MCAT Musculoskeletal muscle Flashcards
Red fibers ( slow twitch) v. White fibers ( fast twitch)
Red fibers are for more sustained contractions and has more mitochondria to carry out oxidative phosphorolaytion and more myoglobin ( carries O2 via heme prosthetic group).
White fibers has less mitochondria and myoglobin. Responsible for fast movements.
Tonus
Sustained rhythmic contraction of smooth muscle.
Myogenic activity
Contraction without nervous system innervation. Seen in smooth muscle.
What makes cardiac muscle different from skeletal and smooth muscle?
Cardiac muscle has properties of both smooth ( innervation via autonomic NS and fire rhythmically) and skeletal muscle ( appears striated under the microscope).
Heart fires rhythmically via intercalated disks; made of desmosomes which prevents cells from separation during the contraction and gap junctions which allows for the cells to fire rhythmically.
How many nuclei does each muscle type contains?
Skeletal has many nuclei.
Cardiac has 1-2 nuclei
smooth is uninucleated.
Describe the fibers of each muscle type
Skeletal muscle and smooth muscle are bunched while cardiac fibers are branched.
Which muscle types contains gap junctions?
Smooth and cardiac muscle.
What components of the nervous system control each of the muscle fibers?
Skeletal muscle is controlled the somatic NS ( voluntary control)
Cardiac and smooth muscle are controlled by the autonomic NS ( involuntary control).
Striated muscle
Muscle that appears stripped ( sacromeres) under the microscope.
Role of titin in the sacromere
anchors actin and myosin together and prevents overstretching.
Define each of the zones and bands of the sacromere?
Z-line - represents the boundary of the sacromere.
M-line- line that runs down the center of the sacromere.
I band- represents thin actin
H band- represents thick myosin
A band- the overlap of the I and H bands.
During contraction the myosin pulls towards of the sacromere decreasing the sacromere. This causes a decrease in the I and H bands but NOT the A band.
Describe how calcium is released for muscle contraction?
- Ach binds to ligand gated channels on the sacrolemma.
- Na+ moves in and depolarize causing an action potential that propagates down the T-tubules to the sacroplasmic reticulum causing the release of calcium down it’s concentration gradient.
- Calcium binds to tropinin causing a change in tropomyosin and exposing the myosin- binding sites on actin that allows myosin heads to bind to the actin.
- When depolarizing stimulus is stopped calcium is actively transported back into sacroplasmic reticulum causing the muscle to go back in a resting state.
What is the functional unit of cardiac and skeletal muscle?
The sacromere
Sacromeres attached to each in end to end are called what? What are a collection of sacromeres composed of?
Myofibrils
A bunch of sacromeres are called myocytes.
Where does the the nervous system acts on muscle?
The neuromuscular junction ( also called the motor end plate).
Simple twitch
The contraction of a single muscle fiber. Includes the latent period ( release of calcium from sacroplasmic reticulum), contraction period, and relaxation period.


Go over the lines below, and when one contains the word "title", copy it.

(Stored dataset items)
*** Begin section ***

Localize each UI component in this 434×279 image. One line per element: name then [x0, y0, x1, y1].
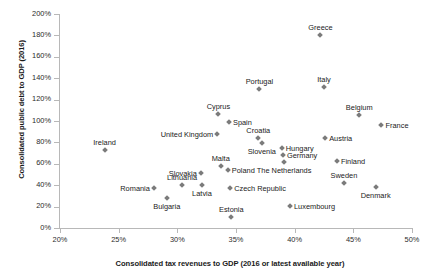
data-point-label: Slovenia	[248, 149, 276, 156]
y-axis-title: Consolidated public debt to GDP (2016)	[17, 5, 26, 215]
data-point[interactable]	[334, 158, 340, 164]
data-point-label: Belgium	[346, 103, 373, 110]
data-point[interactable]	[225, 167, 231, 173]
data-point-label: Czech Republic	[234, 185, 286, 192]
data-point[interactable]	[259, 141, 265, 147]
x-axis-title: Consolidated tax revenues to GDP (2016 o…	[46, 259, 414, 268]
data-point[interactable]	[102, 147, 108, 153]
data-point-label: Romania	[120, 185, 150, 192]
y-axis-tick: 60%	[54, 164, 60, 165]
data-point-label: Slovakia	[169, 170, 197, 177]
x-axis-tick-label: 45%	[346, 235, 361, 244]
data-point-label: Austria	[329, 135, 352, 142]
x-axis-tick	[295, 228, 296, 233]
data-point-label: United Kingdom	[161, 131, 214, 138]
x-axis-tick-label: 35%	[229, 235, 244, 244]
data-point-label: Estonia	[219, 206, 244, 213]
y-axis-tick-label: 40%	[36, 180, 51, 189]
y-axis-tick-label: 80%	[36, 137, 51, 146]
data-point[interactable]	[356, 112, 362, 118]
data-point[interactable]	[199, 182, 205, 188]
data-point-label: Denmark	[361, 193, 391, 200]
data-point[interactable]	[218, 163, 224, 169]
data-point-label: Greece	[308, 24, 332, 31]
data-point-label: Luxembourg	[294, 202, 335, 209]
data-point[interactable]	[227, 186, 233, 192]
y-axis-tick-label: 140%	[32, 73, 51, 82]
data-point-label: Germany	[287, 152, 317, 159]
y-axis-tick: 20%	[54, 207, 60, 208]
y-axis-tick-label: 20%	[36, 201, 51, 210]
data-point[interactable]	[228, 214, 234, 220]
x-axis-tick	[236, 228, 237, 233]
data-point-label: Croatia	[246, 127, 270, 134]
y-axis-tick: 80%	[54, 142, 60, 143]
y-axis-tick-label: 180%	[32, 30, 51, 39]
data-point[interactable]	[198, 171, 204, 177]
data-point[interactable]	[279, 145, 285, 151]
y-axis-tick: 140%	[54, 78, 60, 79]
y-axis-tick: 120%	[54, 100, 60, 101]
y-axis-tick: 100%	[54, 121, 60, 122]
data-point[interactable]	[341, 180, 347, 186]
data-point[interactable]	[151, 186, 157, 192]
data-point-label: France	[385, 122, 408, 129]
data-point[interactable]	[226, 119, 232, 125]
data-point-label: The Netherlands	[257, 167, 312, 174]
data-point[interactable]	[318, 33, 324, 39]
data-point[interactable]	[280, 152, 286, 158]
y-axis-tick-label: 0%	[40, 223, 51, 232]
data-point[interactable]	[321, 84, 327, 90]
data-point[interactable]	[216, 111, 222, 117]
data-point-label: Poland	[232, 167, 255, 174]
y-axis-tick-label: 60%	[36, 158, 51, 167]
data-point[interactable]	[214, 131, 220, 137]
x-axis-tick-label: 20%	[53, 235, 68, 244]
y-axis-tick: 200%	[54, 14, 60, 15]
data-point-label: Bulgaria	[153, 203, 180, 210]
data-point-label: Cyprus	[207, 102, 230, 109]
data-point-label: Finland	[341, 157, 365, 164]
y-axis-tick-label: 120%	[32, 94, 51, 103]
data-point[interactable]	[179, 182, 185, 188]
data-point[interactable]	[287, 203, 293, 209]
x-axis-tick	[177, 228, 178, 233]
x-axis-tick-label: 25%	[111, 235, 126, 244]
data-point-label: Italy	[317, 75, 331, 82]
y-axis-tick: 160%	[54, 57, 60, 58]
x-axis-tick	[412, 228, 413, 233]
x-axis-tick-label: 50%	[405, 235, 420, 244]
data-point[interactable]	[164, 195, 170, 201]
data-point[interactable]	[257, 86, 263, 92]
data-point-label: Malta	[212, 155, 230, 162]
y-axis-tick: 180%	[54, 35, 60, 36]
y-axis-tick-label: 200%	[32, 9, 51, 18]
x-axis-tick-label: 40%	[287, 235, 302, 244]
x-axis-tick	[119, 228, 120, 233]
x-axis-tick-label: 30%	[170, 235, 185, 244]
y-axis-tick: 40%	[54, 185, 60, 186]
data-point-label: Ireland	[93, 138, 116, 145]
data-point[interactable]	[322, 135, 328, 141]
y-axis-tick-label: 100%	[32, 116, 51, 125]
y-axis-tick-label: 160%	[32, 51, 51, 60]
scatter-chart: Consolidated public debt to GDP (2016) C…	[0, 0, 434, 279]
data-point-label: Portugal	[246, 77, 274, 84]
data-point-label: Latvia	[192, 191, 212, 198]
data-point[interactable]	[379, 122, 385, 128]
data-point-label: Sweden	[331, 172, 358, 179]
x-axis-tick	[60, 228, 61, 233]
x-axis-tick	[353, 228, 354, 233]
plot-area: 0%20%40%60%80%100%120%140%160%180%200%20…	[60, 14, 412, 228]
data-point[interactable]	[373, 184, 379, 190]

*** End section ***

Your solution:
y-axis-title: Consolidated public debt to GDP (2016)	[17, 5, 26, 215]
x-axis-title: Consolidated tax revenues to GDP (2016 o…	[46, 259, 414, 268]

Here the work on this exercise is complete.